{"title":"Public Costs versus Private Gain: Assessing the Effect of Different Types of Information about Corruption Incidents on Electoral Accountability","authors":"Alejandro Avenburg","doi":"10.1177/1866802X19840457","DOIUrl":null,"url":null,"abstract":"Are voters’ attitudes towards corrupt candidates affected by the details they learn about candidates’ wrongdoing? This study examines the effect of including different pieces of information emphasising the public costs or private gain of a similar corruption incident on the probability of support for the incumbent mayor’s re-election. I use three surveys experiments with online convenience samples of Brazilian subjects. The survey experiments use various vignettes presenting a fictitious Brazilian incumbent mayor with antecedents of misuse of public funds, running for re-election. I manipulate the details that subjects learn on those antecedents to assess whether information on the public costs of the corruption incident or on the candidate’s illicit enrichment stimulates a stronger rejection. Additional manipulations are used to test rival hypotheses. Results consistently show that information showing the candidate’s illicit enrichment drives a stronger negative response than every alternative treatment.","PeriodicalId":44885,"journal":{"name":"Journal of Politics in Latin America","volume":"11 1","pages":"108 - 71"},"PeriodicalIF":1.6000,"publicationDate":"2019-07-29","publicationTypes":"Journal Article","fieldsOfStudy":null,"isOpenAccess":false,"openAccessPdf":"https://sci-hub-pdf.com/10.1177/1866802X19840457","citationCount":"3","resultStr":null,"platform":"Semanticscholar","paperid":null,"PeriodicalName":"Journal of Politics in Latin America","FirstCategoryId":"1085","ListUrlMain":"https://doi.org/10.1177/1866802X19840457","RegionNum":0,"RegionCategory":null,"ArticlePicture":[],"TitleCN":null,"AbstractTextCN":null,"PMCID":null,"EPubDate":"","PubModel":"","JCR":"Q2","JCRName":"POLITICAL SCIENCE","Score":null,"Total":0}
引用次数: 3
Abstract
Are voters’ attitudes towards corrupt candidates affected by the details they learn about candidates’ wrongdoing? This study examines the effect of including different pieces of information emphasising the public costs or private gain of a similar corruption incident on the probability of support for the incumbent mayor’s re-election. I use three surveys experiments with online convenience samples of Brazilian subjects. The survey experiments use various vignettes presenting a fictitious Brazilian incumbent mayor with antecedents of misuse of public funds, running for re-election. I manipulate the details that subjects learn on those antecedents to assess whether information on the public costs of the corruption incident or on the candidate’s illicit enrichment stimulates a stronger rejection. Additional manipulations are used to test rival hypotheses. Results consistently show that information showing the candidate’s illicit enrichment drives a stronger negative response than every alternative treatment.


**GOAL OF THE EXERCISE**
All lines from the one that contains "Find the location" through the close of the entries below are to be repeated exactly, without any pictures.

=== Section Start ===

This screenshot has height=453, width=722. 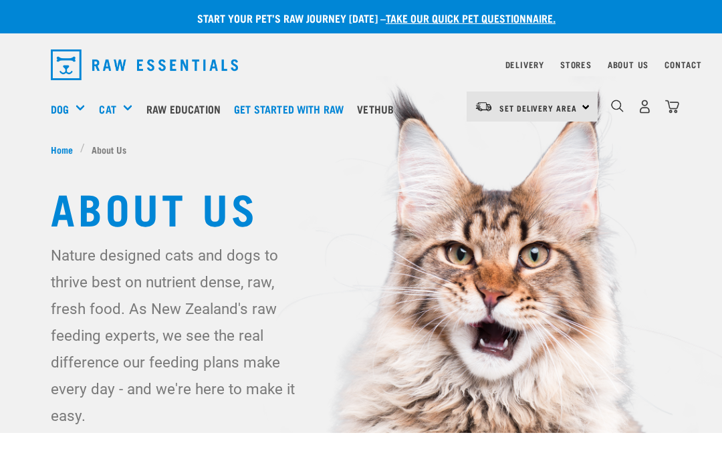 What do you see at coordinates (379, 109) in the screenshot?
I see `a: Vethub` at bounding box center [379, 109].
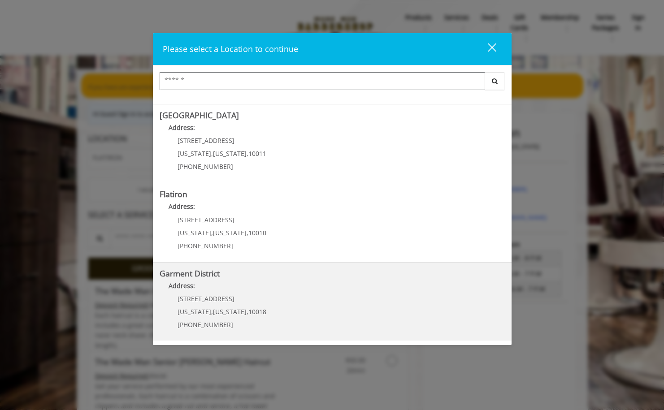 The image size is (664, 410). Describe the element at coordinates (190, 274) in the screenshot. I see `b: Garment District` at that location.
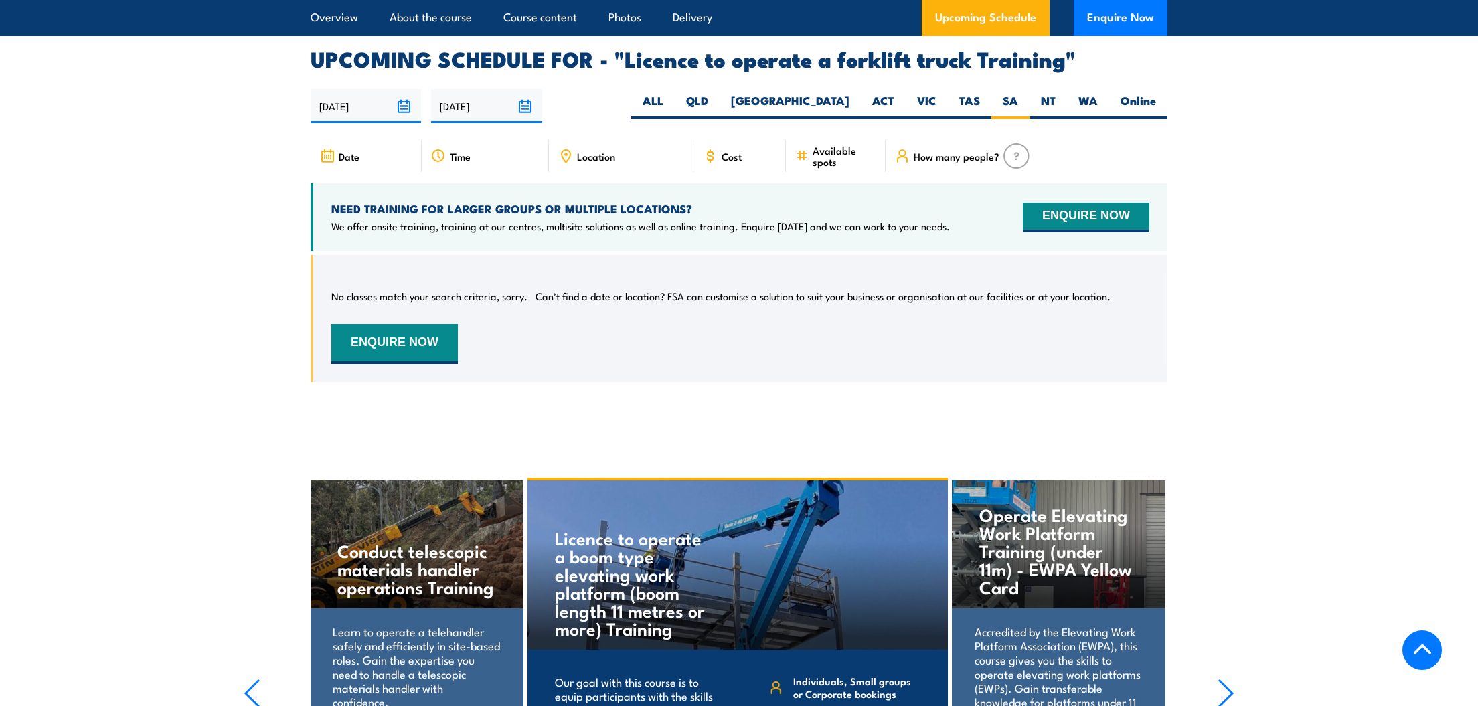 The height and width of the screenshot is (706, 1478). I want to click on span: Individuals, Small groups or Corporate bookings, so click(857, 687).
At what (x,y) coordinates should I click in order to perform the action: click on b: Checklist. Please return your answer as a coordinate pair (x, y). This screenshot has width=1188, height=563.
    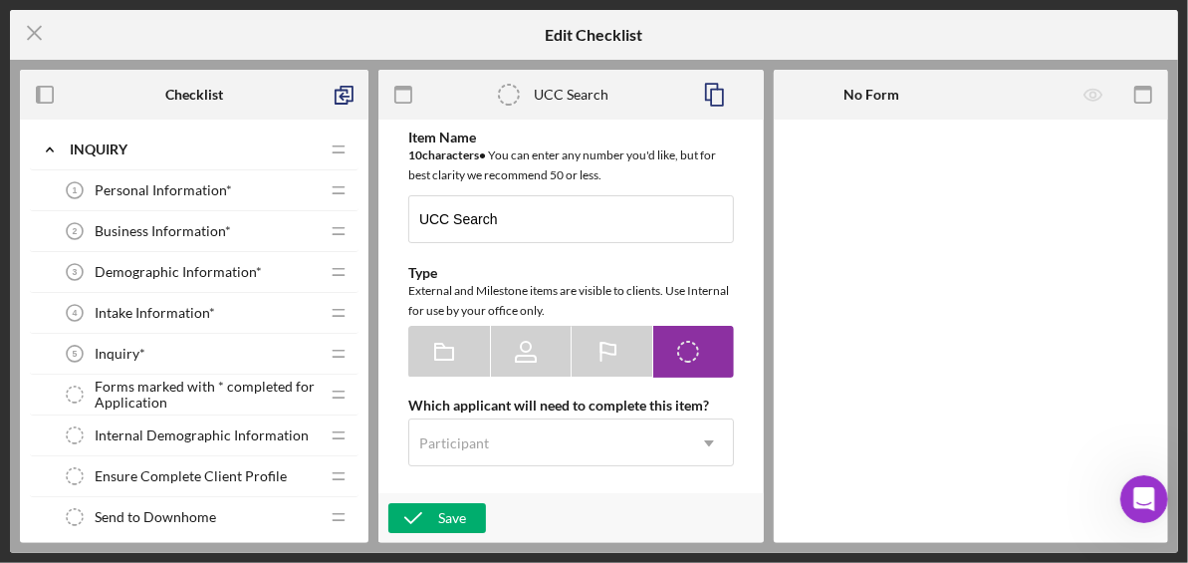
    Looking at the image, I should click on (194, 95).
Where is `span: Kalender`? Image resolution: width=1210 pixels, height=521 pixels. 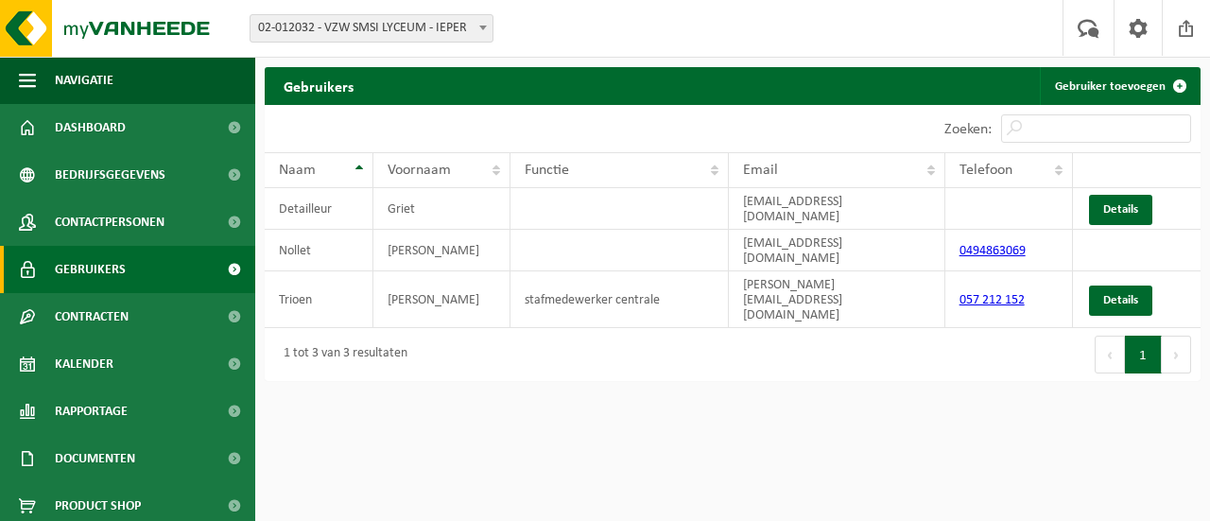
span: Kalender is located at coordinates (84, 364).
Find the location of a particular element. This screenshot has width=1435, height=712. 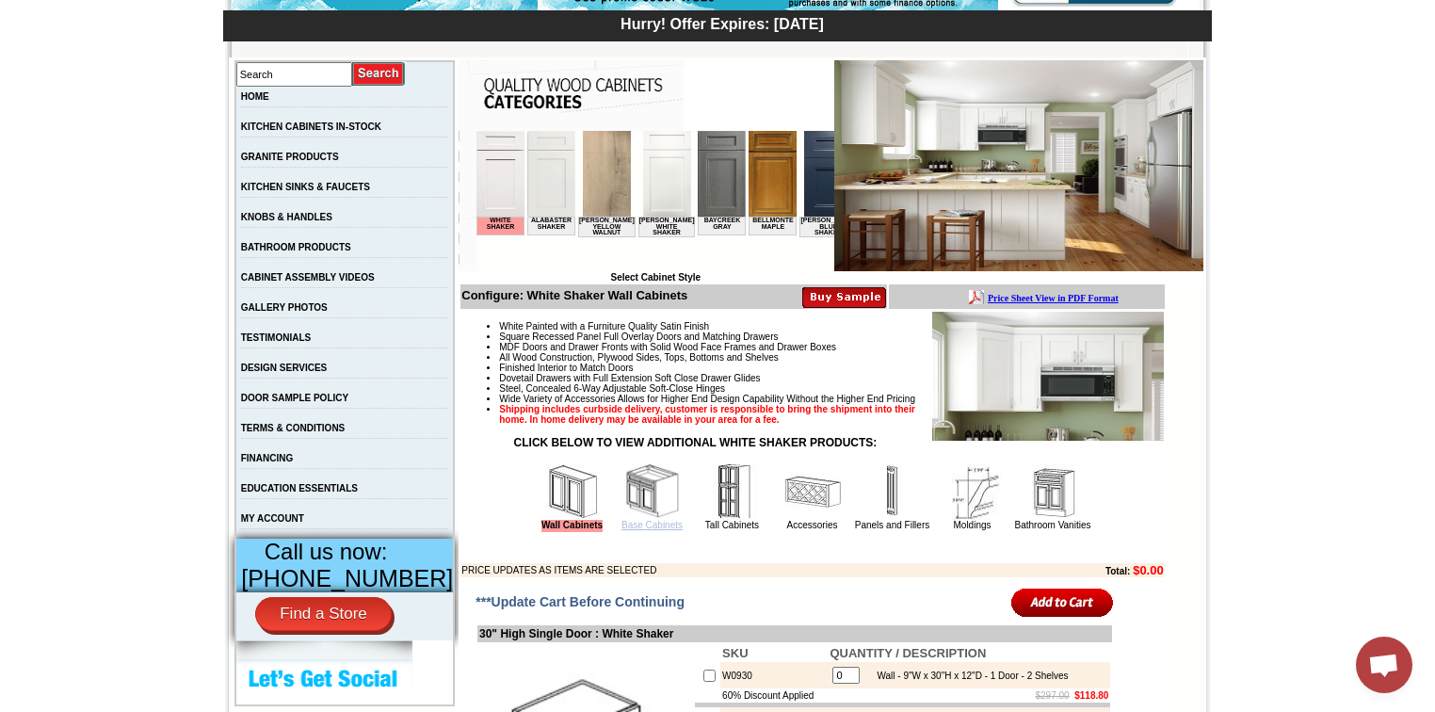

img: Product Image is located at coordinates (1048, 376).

=== Section End ===

**ANSWER TO THIS PROBLEM**
Find the location of a particular element. This screenshot has width=1435, height=712. 

img: Product Image is located at coordinates (1048, 376).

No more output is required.